Professor Lutz says that this “rapport” contributed to what are still some pretty stark differences between British Columbia and the US.

“We never had anti-miscegenation acts in British Columbia, for example, which prevented blacks from marrying whites or indigenous people from marrying whites,” Lutz said. “And I think it goes way back to that heritage, and there’s a sense in which racial tensions in Canada are less today than they are in the states.”

“Of course there are all kinds of explanations for that,” Lutz said, “but one of them is the fact that the fur traders basically established the first government here, and made it in their own image.”

The Hudson’s Bay Company charter of Vancouver Island lasted a bit less than 10 years. The end came when the Fraser River Gold Rush of 1858 attracted thousands of itinerant settlers to Vancouver Island and to the mainland of what’s now British Columbia. Governor Douglas, fearing an American takeover not unlike what had happened in the Oregon Country, convinced the British Colonial Office to create a new colony encompassing the mainland. They’d learned their lesson about what could happen when they lost the prized land north of the Columbia River, Lutz says, and a government independent of the Hudson’s Bay Company was created to oversee what became British Columbia.

Related: Searching for the long-lost Bellevue whaling fleet

And while it doesn’t sound like sour grapes, exactly, Dr. Lutz admits that the land to the south of British Columbia that became Washington state is something that many Canadians, including a certain group of academic historians, still covet 171 years after it became part of the US.

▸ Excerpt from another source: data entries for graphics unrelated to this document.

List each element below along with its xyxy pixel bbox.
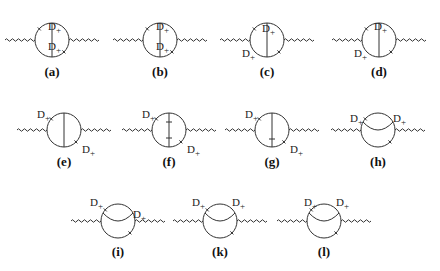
d-plus-label: D+ xyxy=(350,112,363,127)
d-plus-label: D+ xyxy=(232,196,245,211)
diagram-group: D+D+D+D+D+D+D+D+D+D+D+D+D+D+D+D+D+D+D+D+… xyxy=(5,20,426,238)
d-plus-label: D+ xyxy=(336,196,349,211)
diagram-g: D+D+ xyxy=(225,108,319,158)
caption-group: (a) (b) (c) (d) (e) (f) (g) (h) (i) (k) … xyxy=(44,64,387,259)
d-plus-label: D+ xyxy=(245,108,258,123)
internal-propagator xyxy=(205,213,235,221)
internal-propagator xyxy=(363,122,393,130)
d-plus-label: D+ xyxy=(187,143,200,158)
d-plus-label: D+ xyxy=(192,196,205,211)
caption-l: (l) xyxy=(318,244,330,259)
d-plus-label: D+ xyxy=(82,143,95,158)
diagram-c: D+D+ xyxy=(220,22,314,62)
caption-d: (d) xyxy=(371,64,387,79)
diagram-h: D+D+ xyxy=(331,112,425,147)
d-plus-label: D+ xyxy=(37,108,50,123)
d-plus-label: D+ xyxy=(374,20,387,35)
caption-k: (k) xyxy=(212,244,228,259)
d-plus-label: D+ xyxy=(156,40,169,55)
diagram-l: D+D+ xyxy=(277,196,371,238)
diagram-e: D+D+ xyxy=(17,108,111,158)
diagram-d: D+D+ xyxy=(332,20,426,62)
d-plus-label: D+ xyxy=(48,20,61,35)
diagram-b: D+D+ xyxy=(113,20,207,57)
diagram-i: D+D+ xyxy=(71,196,165,238)
d-plus-label: D+ xyxy=(90,196,103,211)
d-plus-label: D+ xyxy=(393,112,406,127)
caption-i: (i) xyxy=(112,244,124,259)
diagram-a: D+D+ xyxy=(5,20,99,57)
diagram-f: D+D+ xyxy=(122,108,216,158)
caption-g: (g) xyxy=(264,154,279,169)
d-plus-label: D+ xyxy=(48,40,61,55)
caption-b: (b) xyxy=(152,64,168,79)
d-plus-label: D+ xyxy=(156,20,169,35)
internal-propagator xyxy=(103,213,133,221)
internal-propagator xyxy=(309,213,339,221)
caption-a: (a) xyxy=(44,64,59,79)
d-plus-label: D+ xyxy=(142,108,155,123)
caption-h: (h) xyxy=(370,154,386,169)
feynman-diagram-figure: D+D+D+D+D+D+D+D+D+D+D+D+D+D+D+D+D+D+D+D+… xyxy=(0,0,440,271)
caption-e: (e) xyxy=(57,154,71,169)
caption-f: (f) xyxy=(163,154,176,169)
caption-c: (c) xyxy=(260,64,274,79)
diagram-k: D+D+ xyxy=(173,196,267,238)
d-plus-label: D+ xyxy=(290,143,303,158)
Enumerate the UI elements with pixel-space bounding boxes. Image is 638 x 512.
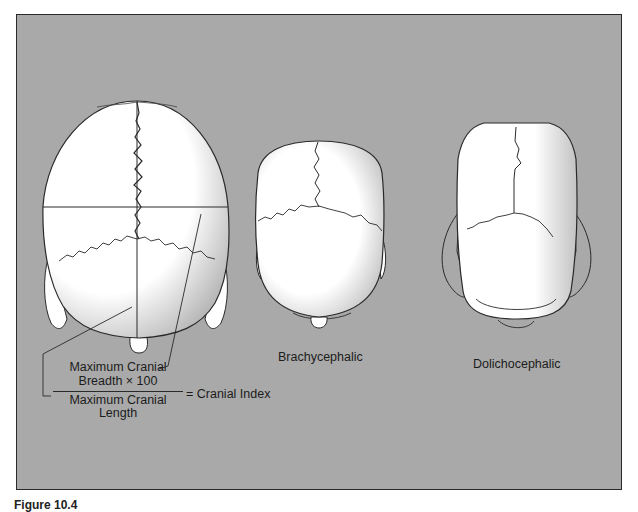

“Sometimes my colleagues and I sit around and talk about what British Columbia would’ve looked like if it extended down the Columbia River, and what Canada would look like,” Lutz said. “It would be a very different Canada. It would be a Canada with a big population center on the West Coast and one on the East Coast. So we sometimes regret that we surrendered that territory.”

Editor’s Note: The University of Victoria and Songhees First Nation are sponsoring a conference at the end of February that will examine Vancouver Island history, including the James Douglas treaties and other issues related to Hudson’s Bay Company history.